You'd think this copy and paste spamming robot would stop using websites that have been discredited, even by radical Leftists themselves, but no...
Occupy Democrats has repeatedly been caught by fact-checking websites for posting "exaggerated or invented news stories." Brooke Binkowski, a managing editor at Snopes, commented that Occupy Democrats' headlines were often "extremely misleading."
[34]
According to
The Atlantic, Occupy Democrats' posts are "studded with straightforwardly fake news".
[2] The
Los Angeles Weekly reports that its posts are "free from the constraints of objectivity and, in some cases, facts".
[1] A 2016
BuzzFeed News analysis found it was "the least accurate left-wing page" of several Facebook pages it reviewed and cited one instance where it published a satirical story as fact.
[35] In the run-up to the
2020 U.S. presidential election,
The New York Times reported that Occupy Democrats "twisted facts to push a critical narrative about Republicans".
[36]
In 2017,
PolitiFact included Occupy Democrats in its list of
fake news websites. However, PolitiFact later removed Occupy Democrats from its list of fake news sites and, according to the
Miami New Times, "admitted Occupy Democrats should never have been on the list in the first place."
[37] As of December 2020, PolitiFact classified 62% of 16 posts shared by Occupy Democrats it had evaluated as "not accurate".
[38] A further 31% it considered "half-true".
[38]
In 2021, a post shared by Occupy Democrats claimed
Nikki Haley had changed her first name to sound more "white" in order to further her political career.
[39] A fact check column by
USA Todayreported that Nikki was her legal middle name, she had used it as a given name since childhood, and that it was of ethnic
Punjabi origin.
[39] The same year,
Snopes rated "False" a claim by Occupy Democrats that "Republican Congress members had abjectly failed to applaud Biden’s stated goal of drastically reducing the rate of child poverty in the United States" during that year's State of the Union address.
[40]
In April 2022, Occupy Democrats claimed that U.S. Senate candidate
Josh Mandel had posted to social media a manipulated photo of himself showing his head on the body of a Black woman.
[41] The Mandel campaign claimed the assertion was "totally false," independent experts were unable to find signs of manipulation in the image, and PolitiFact rated the claim as "unproven" and "false".
[41]
In July 2022, Occupy Democrats posted a photo of
Ginni Thomas holding a bottle of wine along with a false caption that the photo was a recent one and showed her celebrating the U.S. Supreme Court's decision in
Dobbs v. Jackson Women's Health Organization, though the photo actually predated the decision by several years.
[42] The following month, the
Associated Press reported that Occupy Democrats "misinterpreted the content of ... [a] Pentagon [press] release" to incorrectly claim that
United States President Joe Biden would "not recognize any anti-abortion laws enacted by states" in relation to U.S. Supreme Court decision in
Dobbs v. Jackson Women's Health Organization.
[43]
According to the
University of Iowa library, Occupy Democrats "has been known to show misleading, fake, or exaggerated partisan content".
[4] The
Valencia College library includes Occupy Democrats on a list of sources that "cannot usually be accepted at face value and need further verification from other sources to determine if information is credible".
[32] In a 2017
poster session developed by the library staff of the
University of California at Merced, Occupy Democrats was rated "questionable" for its factual reporting and was noted for not having "a very good fact check record".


ASSIGNMENT:
Lines in the data below that contain the word "السلات" are to be copied.

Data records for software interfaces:
'''

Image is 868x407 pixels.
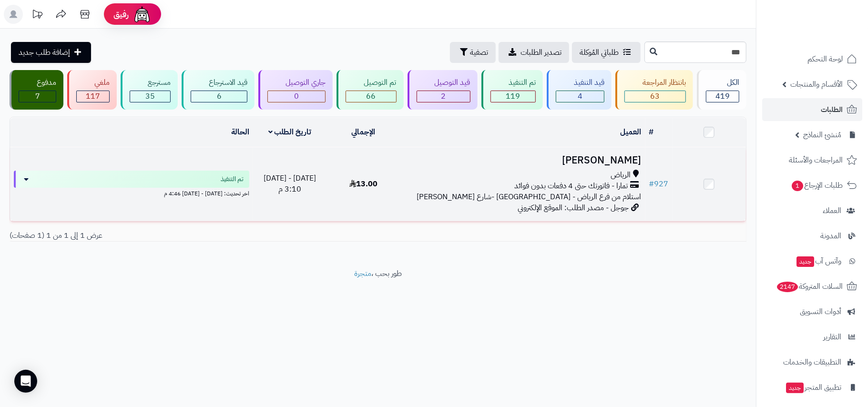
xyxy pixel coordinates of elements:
a: العملاء [762,199,862,222]
span: الطلبات [821,103,843,116]
span: الرياض [611,169,631,181]
div: 63 [625,91,685,102]
h3: [PERSON_NAME] [404,155,641,166]
span: 4 [578,91,583,102]
span: 2 [441,91,446,102]
a: قيد الاسترجاع 6 [180,70,256,109]
span: التقارير [823,330,841,343]
a: #927 [649,178,669,190]
span: 13.00 [350,178,377,190]
div: مدفوع [19,77,56,88]
a: الإجمالي [351,126,375,137]
span: 63 [650,91,660,102]
span: 1 [792,181,803,191]
a: قيد التوصيل 2 [405,70,479,109]
span: [DATE] - [DATE] 3:10 م [264,172,316,195]
div: قيد التوصيل [416,77,470,88]
a: طلبات الإرجاع1 [762,174,862,197]
a: تم التوصيل 66 [335,70,405,109]
span: جديد [797,256,814,267]
div: 4 [556,91,604,102]
span: تصدير الطلبات [520,47,562,58]
div: اخر تحديث: [DATE] - [DATE] 4:46 م [14,188,249,197]
a: # [649,126,654,137]
a: لوحة التحكم [762,47,862,70]
span: طلباتي المُوكلة [580,47,619,58]
span: مُنشئ النماذج [803,128,841,142]
span: تم التنفيذ [220,174,243,184]
a: الحالة [231,126,249,137]
a: الطلبات [762,98,862,121]
span: وآتس آب [795,255,841,268]
span: جديد [786,382,804,393]
div: ملغي [76,77,109,88]
div: 6 [191,91,247,102]
span: 2147 [777,282,798,292]
a: الكل419 [695,70,748,109]
a: مسترجع 35 [119,70,180,109]
a: تاريخ الطلب [269,126,312,137]
a: إضافة طلب جديد [11,42,91,63]
div: 2 [417,91,470,102]
a: أدوات التسويق [762,300,862,323]
span: 119 [506,91,520,102]
div: عرض 1 إلى 1 من 1 (1 صفحات) [2,230,378,241]
button: تصفية [450,42,496,63]
a: ملغي 117 [65,70,119,109]
div: الكل [706,77,739,88]
span: المراجعات والأسئلة [789,153,843,167]
a: بانتظار المراجعة 63 [613,70,695,109]
span: تطبيق المتجر [785,381,841,394]
img: ai-face.png [133,5,151,24]
div: تم التنفيذ [490,77,536,88]
span: 0 [294,91,299,102]
a: تم التنفيذ 119 [479,70,545,109]
span: إضافة طلب جديد [19,47,70,58]
div: Open Intercom Messenger [14,370,37,393]
a: المراجعات والأسئلة [762,149,862,172]
a: قيد التنفيذ 4 [545,70,613,109]
div: بانتظار المراجعة [624,77,686,88]
span: 419 [715,91,730,102]
div: 35 [130,91,170,102]
span: 117 [86,91,100,102]
div: 117 [77,91,109,102]
div: 119 [491,91,535,102]
span: أدوات التسويق [800,305,841,318]
a: متجرة [354,268,371,279]
span: # [649,178,654,190]
span: 35 [145,91,155,102]
span: جوجل - مصدر الطلب: الموقع الإلكتروني [518,202,629,213]
div: مسترجع [130,77,171,88]
a: العميل [621,126,642,137]
div: قيد التنفيذ [556,77,604,88]
span: السلات المتروكة [776,280,843,293]
span: 6 [217,91,222,102]
span: تمارا - فاتورتك حتى 4 دفعات بدون فوائد [515,181,628,191]
div: جاري التوصيل [267,77,326,88]
a: جاري التوصيل 0 [256,70,335,109]
a: السلات المتروكة2147 [762,275,862,298]
a: مدفوع 7 [8,70,65,109]
span: تصفية [470,47,488,58]
div: 0 [268,91,325,102]
span: رفيق [114,8,129,20]
div: 66 [346,91,396,102]
a: التقارير [762,325,862,348]
div: قيد الاسترجاع [190,77,247,88]
div: 7 [19,91,56,102]
span: استلام من فرع الرياض - [GEOGRAPHIC_DATA] -شارع [PERSON_NAME] [417,191,642,202]
span: المدونة [820,229,841,243]
a: تصدير الطلبات [499,42,569,63]
span: 66 [366,91,375,102]
a: المدونة [762,225,862,247]
a: التطبيقات والخدمات [762,351,862,373]
div: تم التوصيل [345,77,396,88]
span: الأقسام والمنتجات [790,77,843,91]
a: طلباتي المُوكلة [572,42,640,63]
a: تطبيق المتجرجديد [762,376,862,399]
span: التطبيقات والخدمات [783,355,841,369]
span: 7 [35,91,40,102]
span: طلبات الإرجاع [791,179,843,192]
span: العملاء [822,204,841,217]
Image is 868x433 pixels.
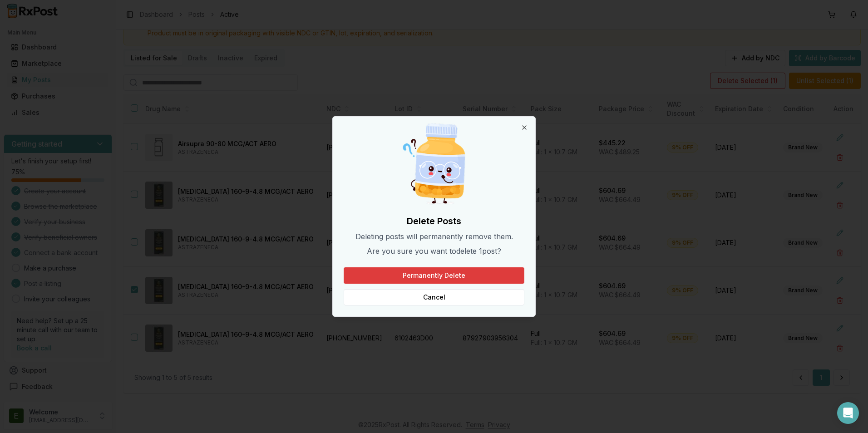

'''

OUTPUT OF THE EXERCISE:
span: السلات المتروكة [776,280,843,293]
a: السلات المتروكة2147 [762,275,862,298]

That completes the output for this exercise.